_THE PROBLEM_
Give back exactly the lines from the one holding "This screenshot has" to the bottom of the material, both included, and nothing more. No pictures.

_SOURCE RECORDS_

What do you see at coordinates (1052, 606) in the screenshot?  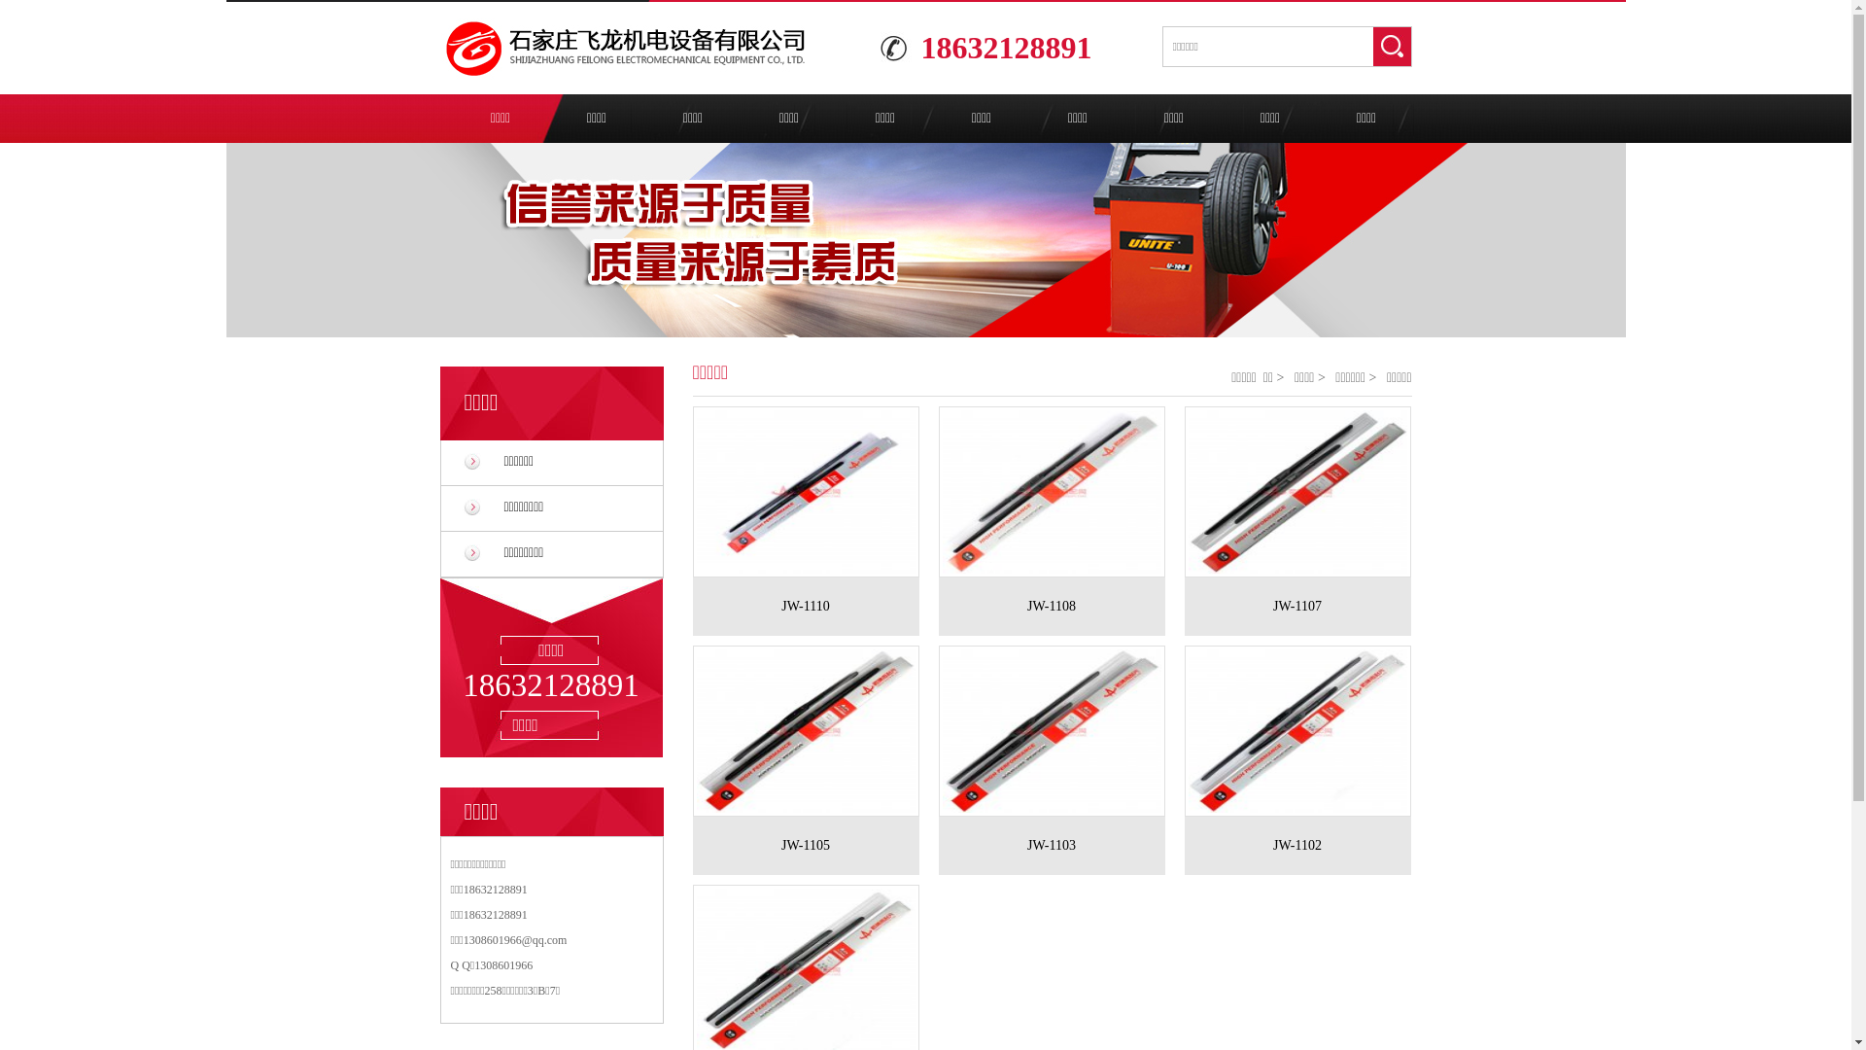 I see `JW-1108` at bounding box center [1052, 606].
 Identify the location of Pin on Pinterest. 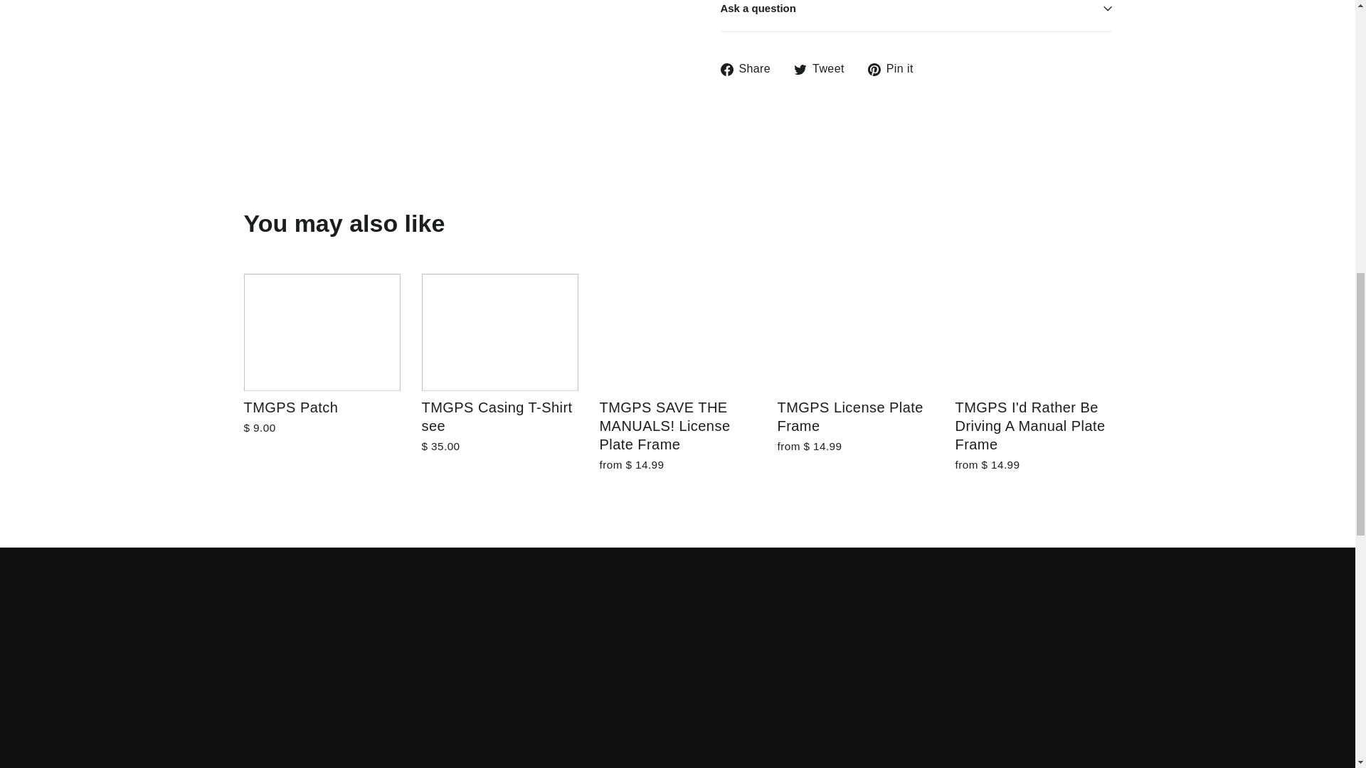
(896, 70).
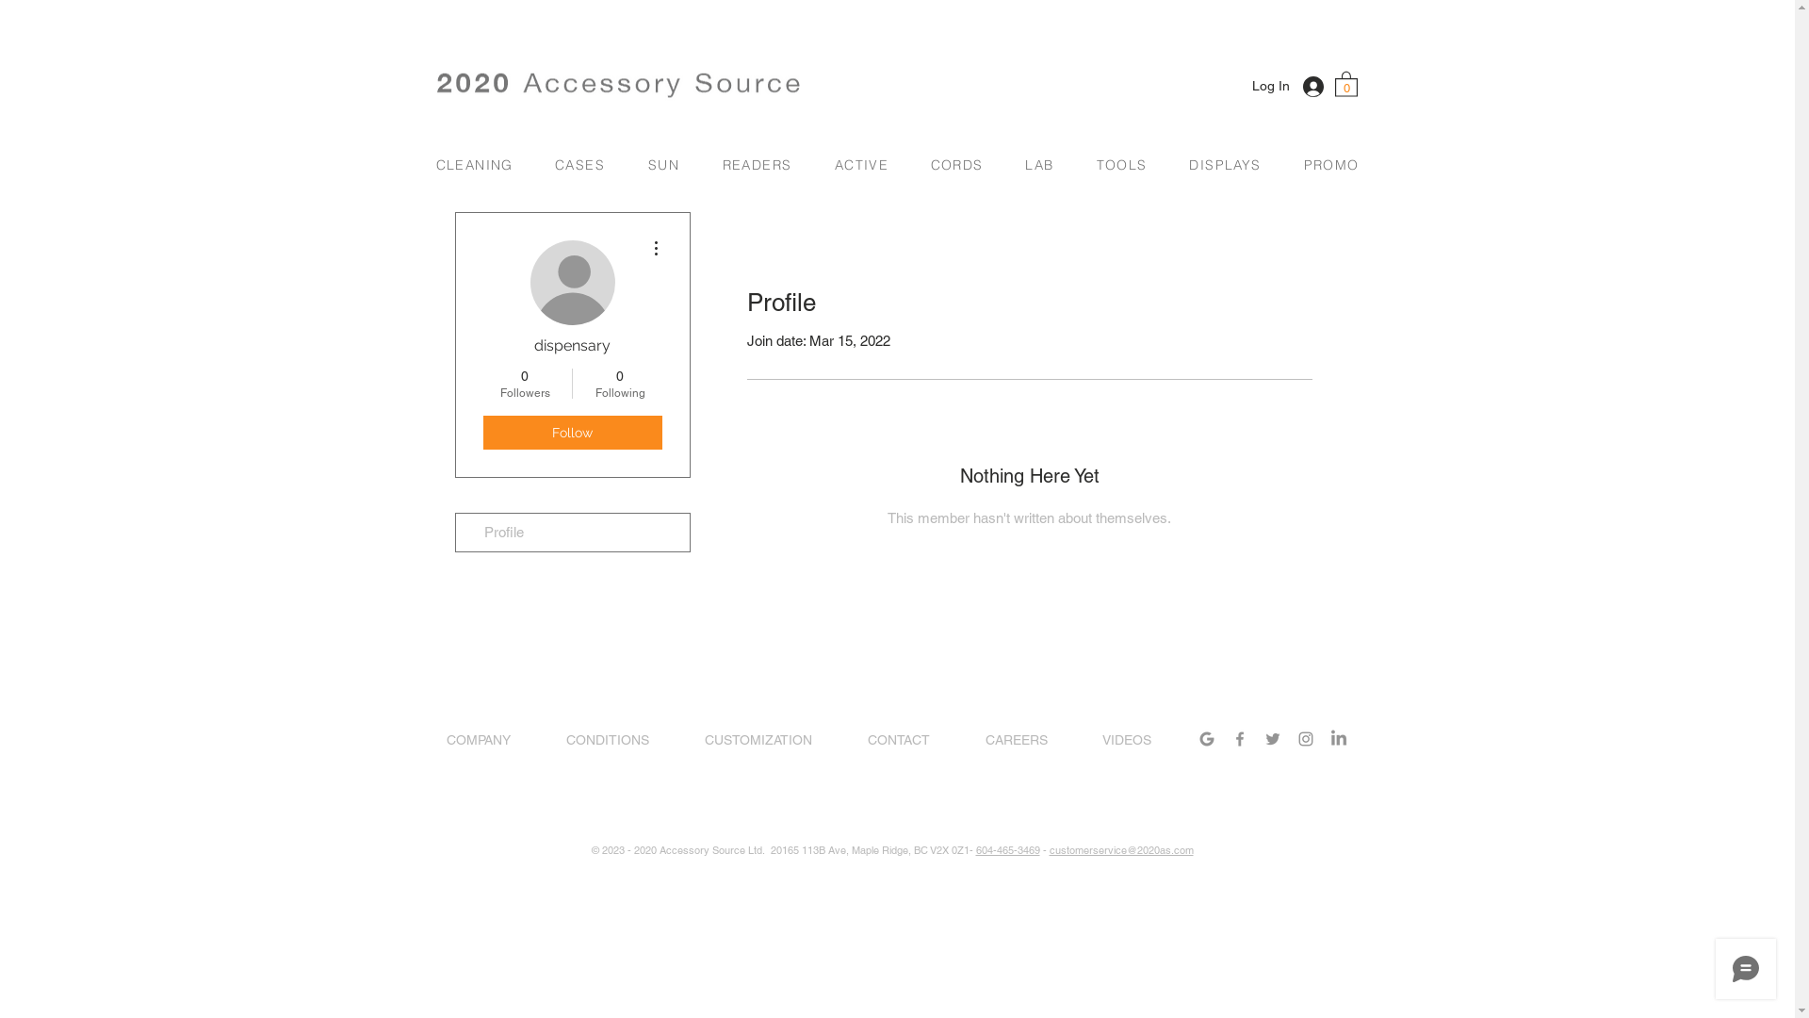 The image size is (1809, 1018). Describe the element at coordinates (759, 164) in the screenshot. I see `READERS` at that location.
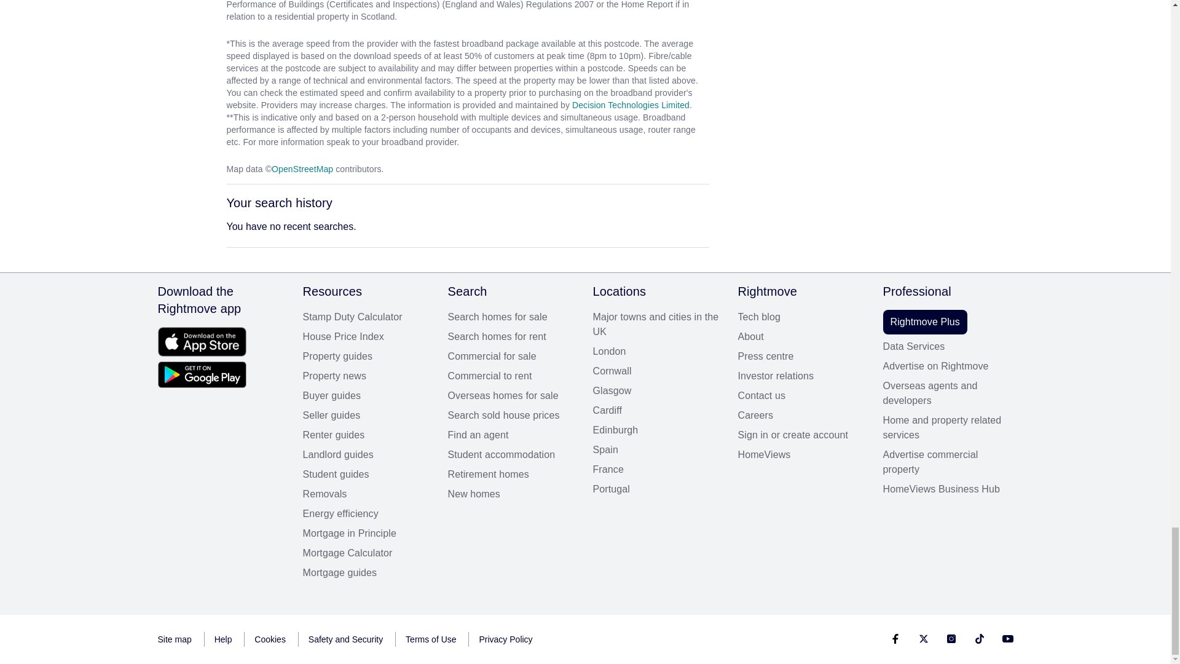 The height and width of the screenshot is (664, 1180). Describe the element at coordinates (368, 357) in the screenshot. I see `Property guides` at that location.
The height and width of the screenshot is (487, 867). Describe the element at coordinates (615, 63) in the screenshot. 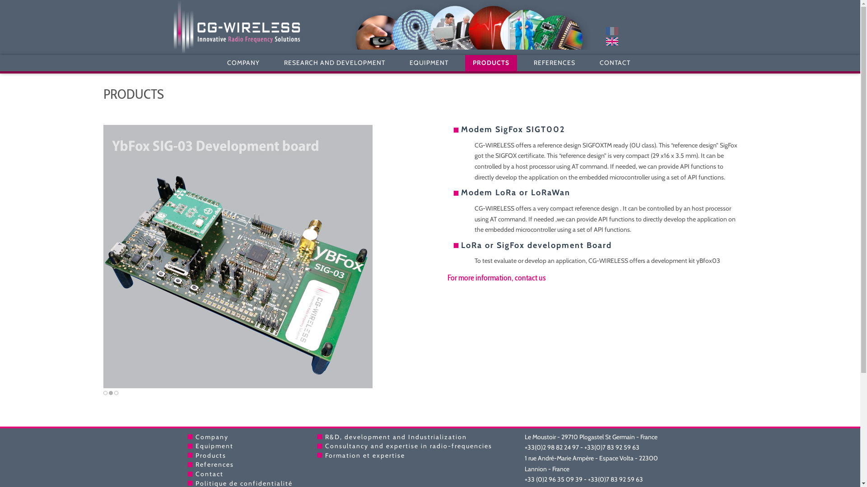

I see `CONTACT` at that location.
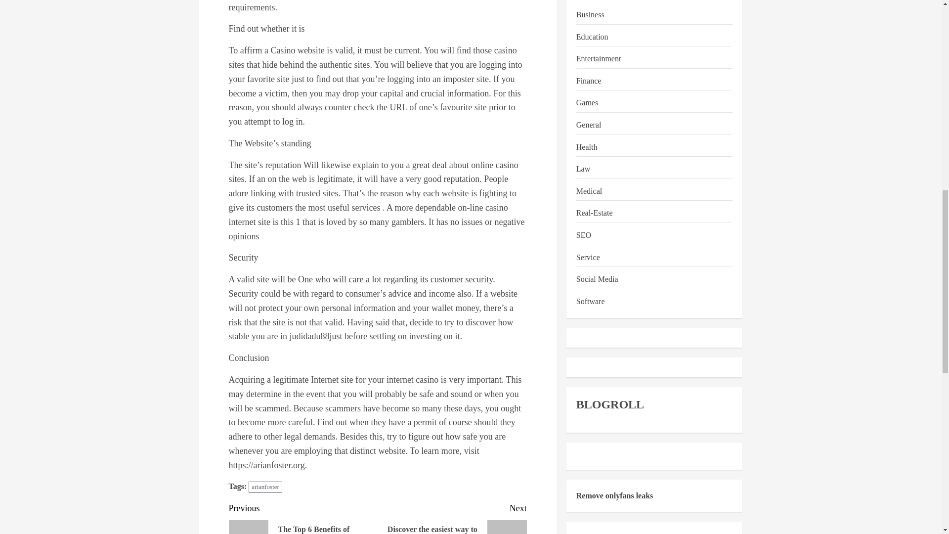 The image size is (949, 534). I want to click on arianfoster, so click(265, 487).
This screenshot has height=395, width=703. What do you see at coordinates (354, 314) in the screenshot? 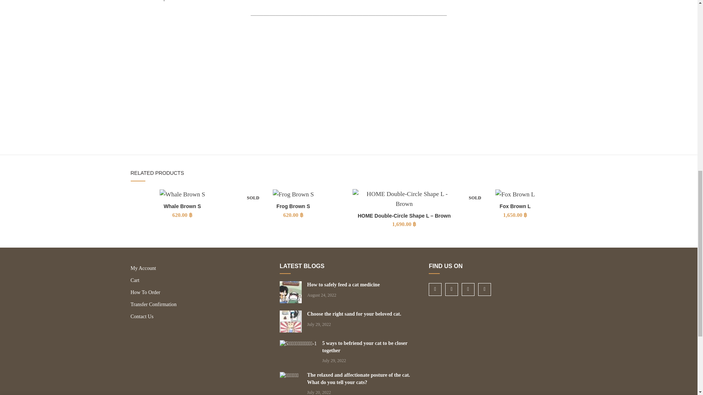
I see `Permalink to Choose the right sand for your beloved cat.` at bounding box center [354, 314].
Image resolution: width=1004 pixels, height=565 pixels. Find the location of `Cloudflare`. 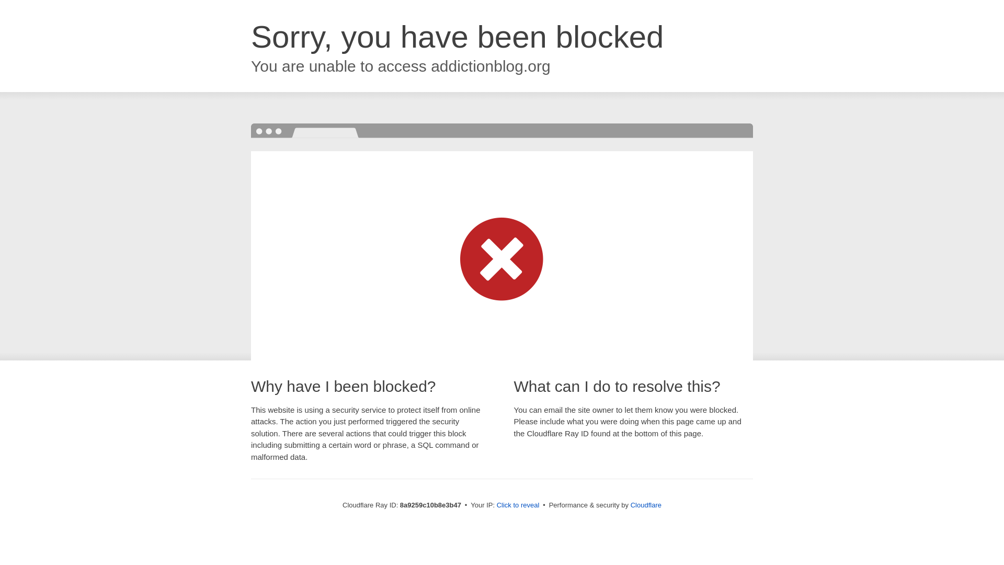

Cloudflare is located at coordinates (646, 505).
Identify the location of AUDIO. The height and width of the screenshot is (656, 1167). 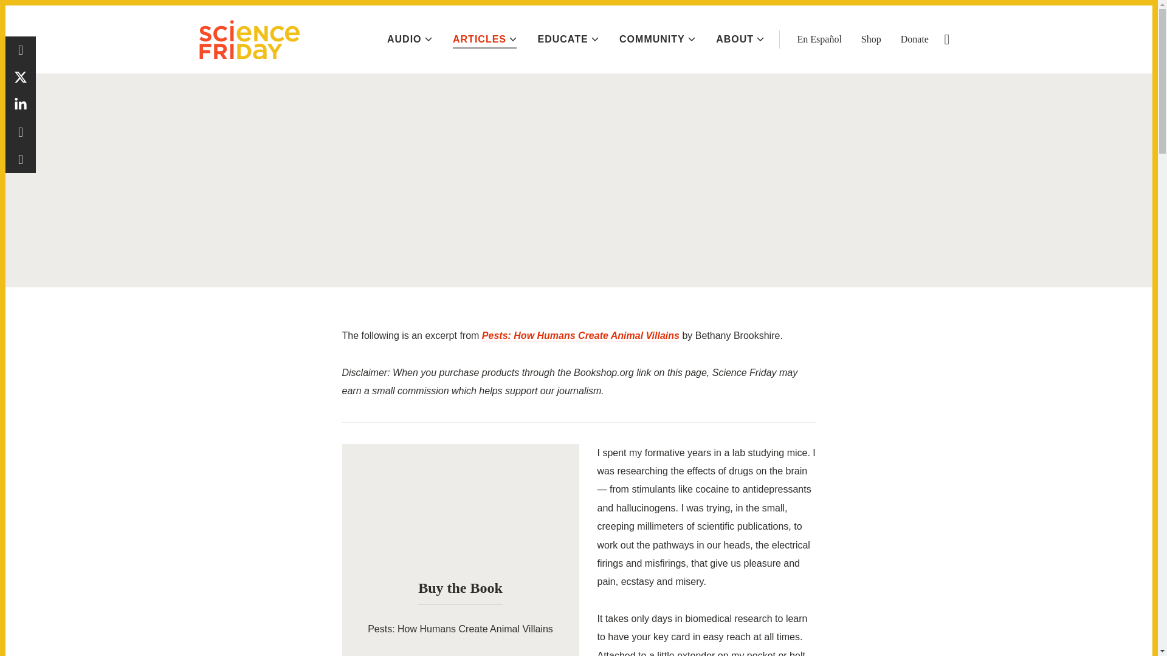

_SOLUTION TO THIS PROBLEM_
This screenshot has height=395, width=703. What do you see at coordinates (354, 314) in the screenshot? 
I see `Permalink to Choose the right sand for your beloved cat.` at bounding box center [354, 314].
Image resolution: width=1004 pixels, height=565 pixels. Find the location of `Cloudflare`. 

Cloudflare is located at coordinates (646, 505).
Identify the location of AUDIO. The height and width of the screenshot is (656, 1167). 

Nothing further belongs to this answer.